I tell ya, working in The Institute is The Business! I'll be doing something quite normal, like presenting Cellular Components for my Human physiology course for the third time, and a question will pop up that requires a trip down the rabbit-hole. To give the theory a more concrete image, I try to find a real disease associated with the sub-cellular organelle under discussion. I've elaborated before on the association of Tay-Sachs disease with lipid processing in the lysosomes. You can't do anything about the disease but you can reduce the incidence by not marrying your cousin especially if you are New Orleans French or New York Jewish. One of the students piped up with "Why are you required to have a pre-marital blood-test in Spain and Lithuania?" two countries where she had lived. I'm old enough and ugly enough to be unafraid of saying "I don't know" which I always follow with "Let's find out". That's where science begins. In actuality, I deftly turned the question towards something I did know about and asserted that some US states mandated pre-marital blood-testing for syphilis and other STIs.
So here's the skinny. Pre-marital blood-testing was all the rage 100 years ago to deal with a couple of scourges: syphilis Treponema pallidum and tuberculosis Mycobacterium tuberculosis. A quite frightening proportion [10-15% of adults] of the population was infected with syphilis and there was no really effective cure that was cost-effective and reasonably free of side-effects. The assumption was that no sex happened before marriage and that, by flagging the infected before the wedding, you could alert a prospective spouse and/or offer whatever treatment was available. That was difficult given the social stigma associated with syphilis and posed a big ethical dilemma for doctors about disclosure and confidentiality. Needless to say there was a lot of finger-pointing at black people particularly those who came into domestic contact with white-folks. In 1936, Charles Parran, the US Surgeon General under Roosevelt's New Deal administration, pushed out universal free syphilis tests. Statistics for positive results caused a flap that led to a raft of state legislation, somewhat strangely, for example, requiring food-workers to be syphilis free in Georgia. I suspect that some of the law-makers were confused about what sausage was going where. The roll-out of wide-spread testing and the development of really effective antibiotics in the 1940s and 1950s dropped the rate of syphilis from as high as 20% to a tiny fraction of 1%.

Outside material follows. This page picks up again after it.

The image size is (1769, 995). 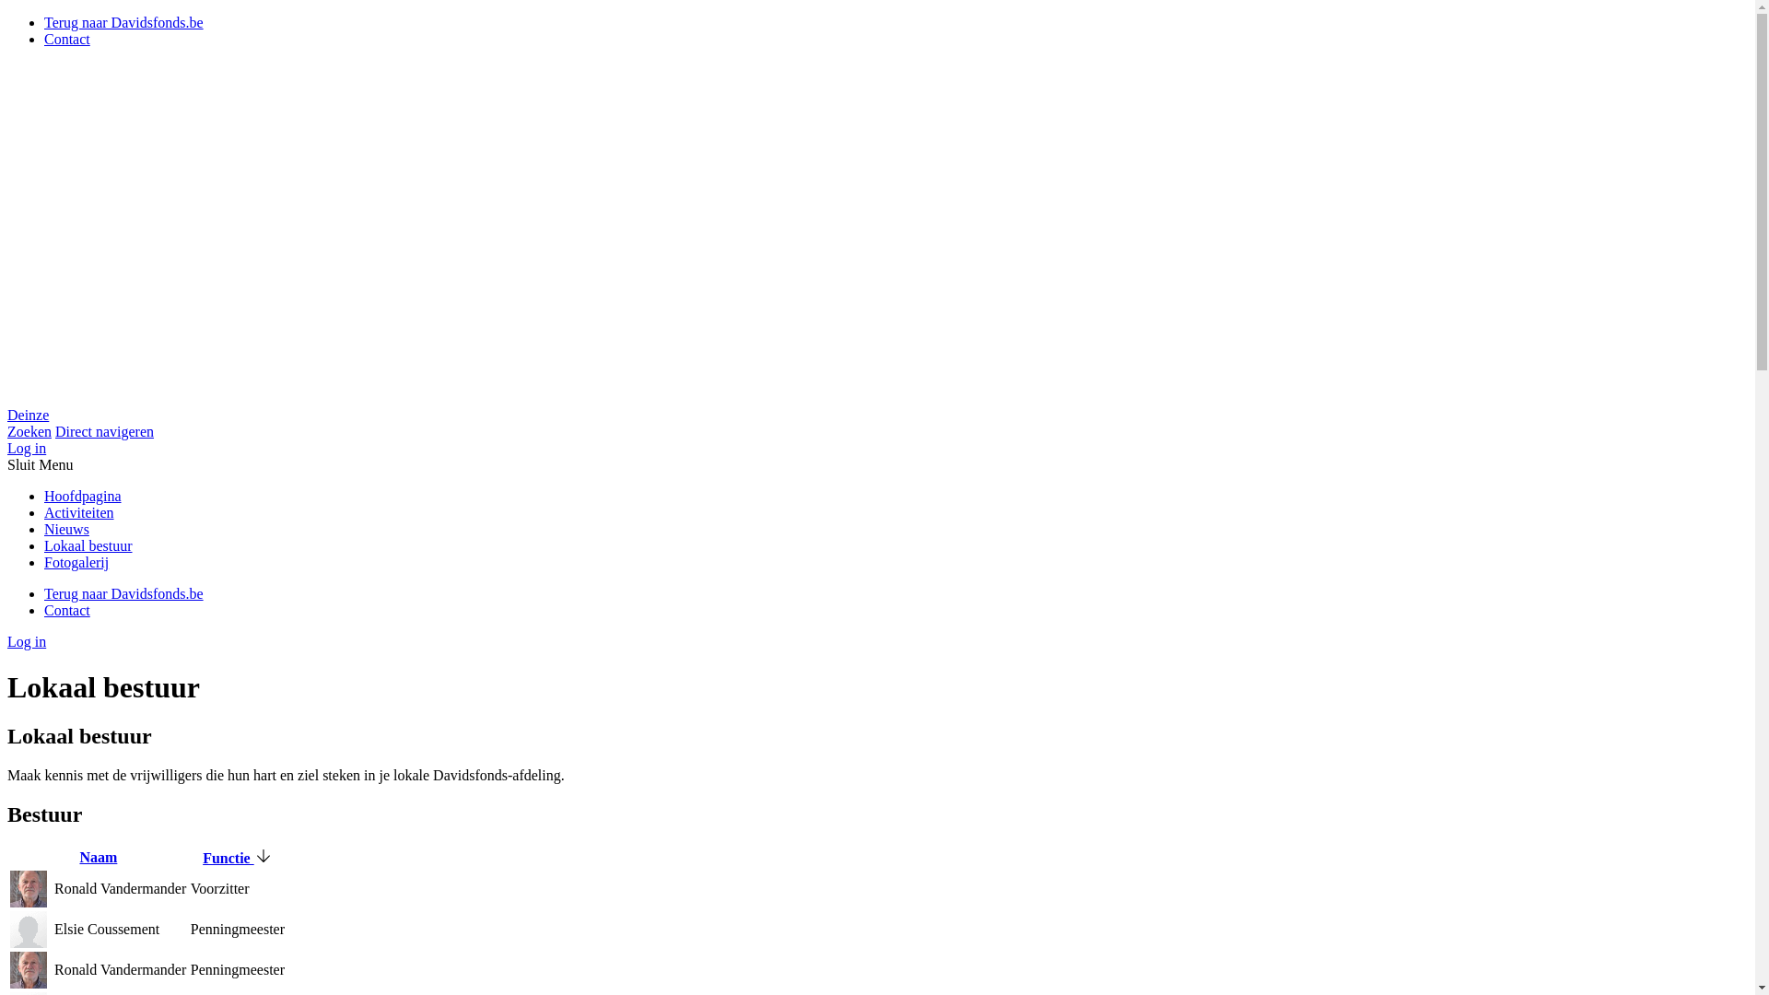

Accordingly, the various states stopped doing the testing. In 1967, California carried out 300,000 blood-tests to identify a mere 35 syphilitics: a 0.012% hit rate that was costing $230,000 per case. $8 million can go a long way under some other item on the state's balance sheet and mandatory testing was stopped shortly thereafter. Other states also made the same cost-benefit analysis and now only two states, Montana and Mississippi (and DC) still retain pre-nup blood testing on the books. Montana requires brides to be tested for Rubella / German measles which is a trifling disease in most people but potentially devastating to a first trimester foetus. MMR vaccination is so wide-spread in The West that finding women who are likely to contract rubella is quite difficult. In any case, you can nowadays get a cert against compliance on religious or other grounds.

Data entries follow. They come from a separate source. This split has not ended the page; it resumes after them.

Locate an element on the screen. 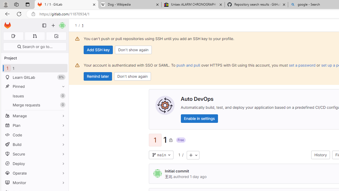 The height and width of the screenshot is (191, 339). Initial commit is located at coordinates (177, 170).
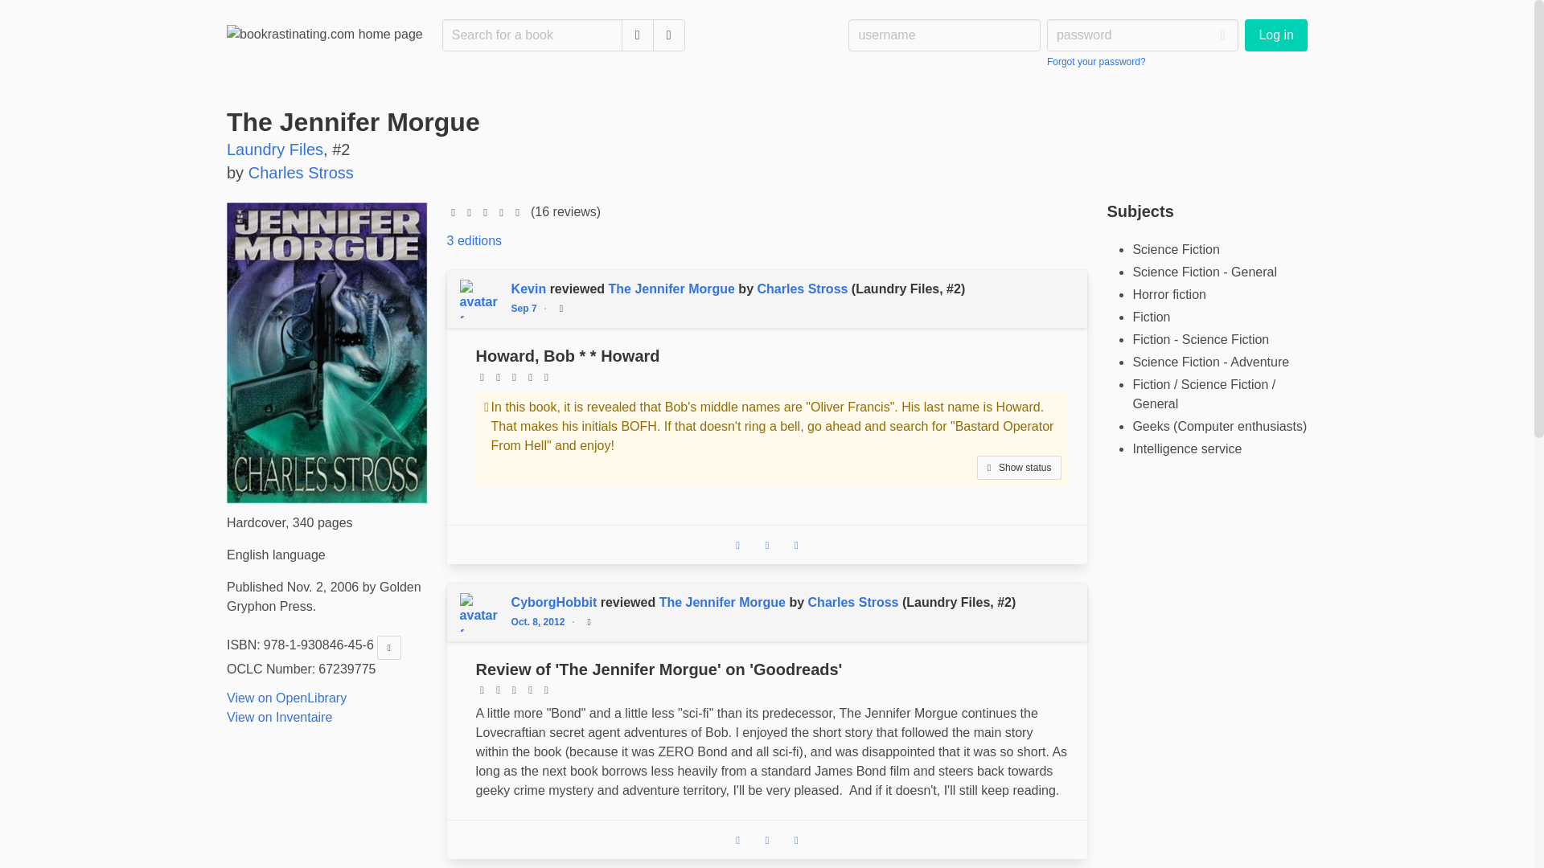 This screenshot has width=1544, height=868. What do you see at coordinates (637, 35) in the screenshot?
I see `Copy ISBN` at bounding box center [637, 35].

South of the borrrder, down Mexico way, pre-marital testing is required in a number of states; most of which will require a RPR test for syphilis and another immun-histochemistry test for HIV before a marriage licence can be issued. Some states do tuberculosis as well. China requires a number of Big Brother interventions in the course of true love including a stern talking to and a film session. But even they are turning less proscriptive and more advisory. Catholic Ireland also does Marriage Preparation Courses which are, by report, not without value if you can spare the time. It's not all about making sure the blessed children go to Mass and that you have lots because contraception is verboten; MPCs also talk about finances and budgeting, reconciling differences and dealing with disputes. I can find nothing about what the requirements are in Lithuania.

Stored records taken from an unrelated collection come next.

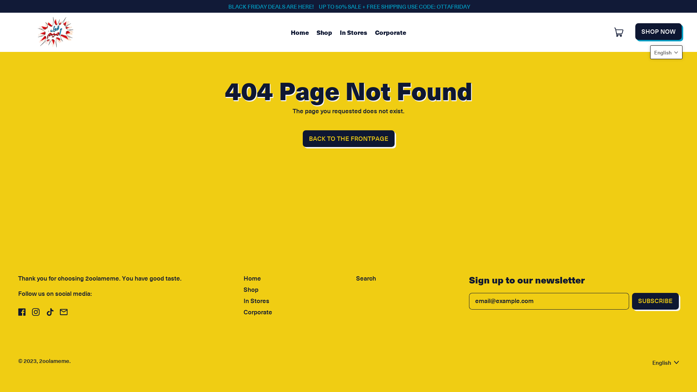 The image size is (697, 392). I want to click on Cart
items, so click(620, 32).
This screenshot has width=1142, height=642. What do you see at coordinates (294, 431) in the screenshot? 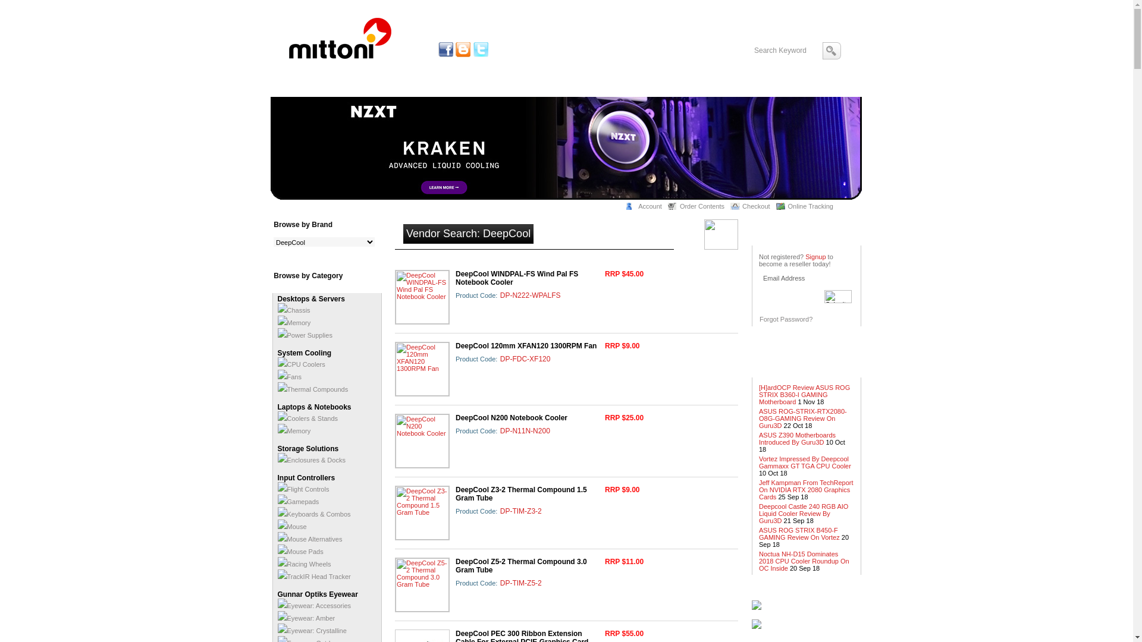
I see `Memory` at bounding box center [294, 431].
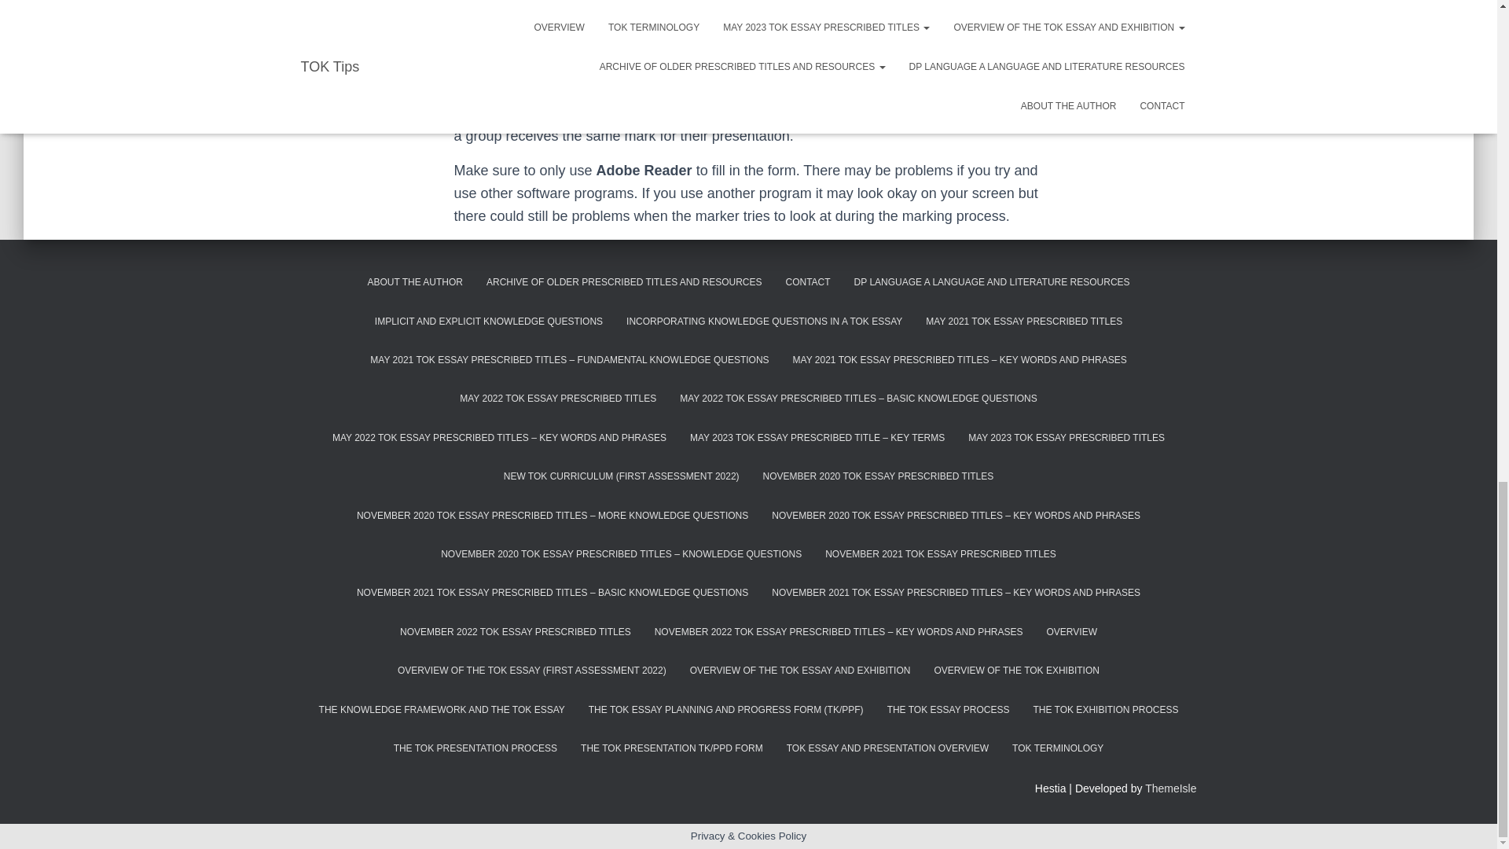 This screenshot has width=1509, height=849. I want to click on ABOUT THE AUTHOR, so click(415, 282).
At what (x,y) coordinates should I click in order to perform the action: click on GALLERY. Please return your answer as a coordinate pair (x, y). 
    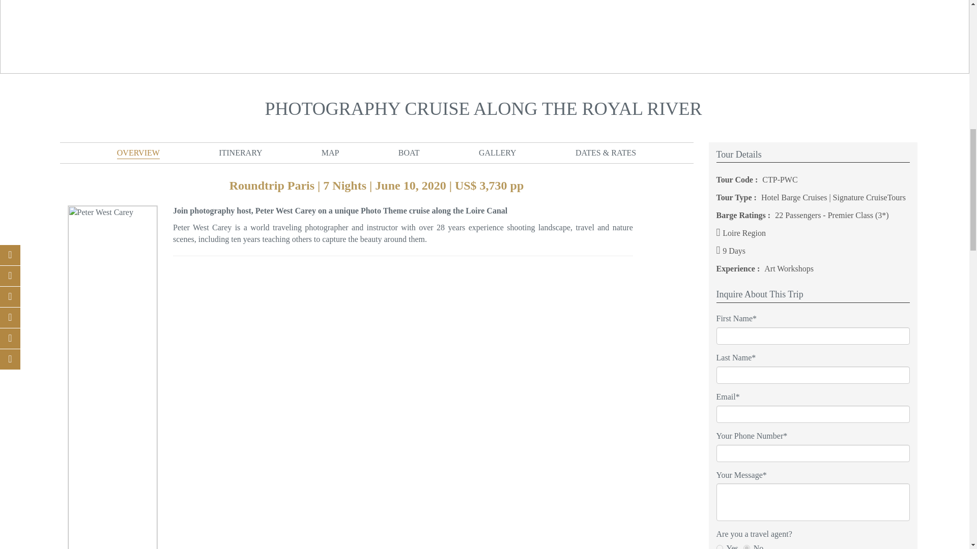
    Looking at the image, I should click on (498, 153).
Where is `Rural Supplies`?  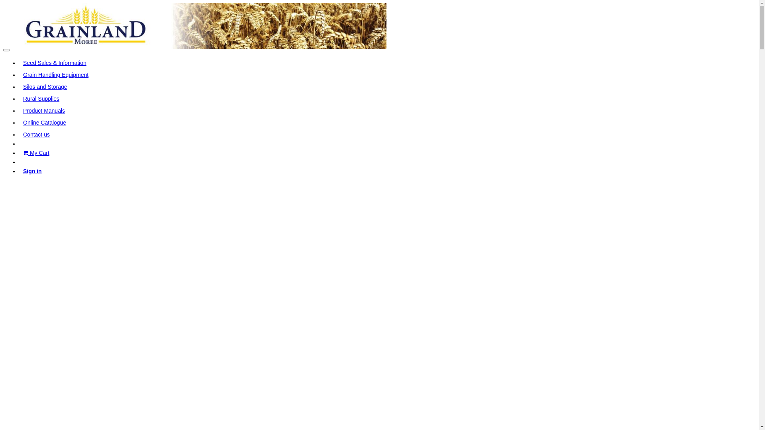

Where testing is not required there is a still an entrepreneurial market. Raffles Premarital screening in Singapore, for example, "an essential basic test for gentlemen and ladies or couples prior to making plans for a family." Presumably cads, bounders, trollops and the working class are shown the door even if they can muster the S$147 fee [about US$100]. What do you get for your money? Screening for venereal disease [Syphilis, Gonorrhoea, Chlamydia] , rubella, HIV, Hep B. They'll also tell your ABO blood group, whether you're anemic, do an ECG and then have a doctor explain it all to you. In Irish terms that is phenomenal good value.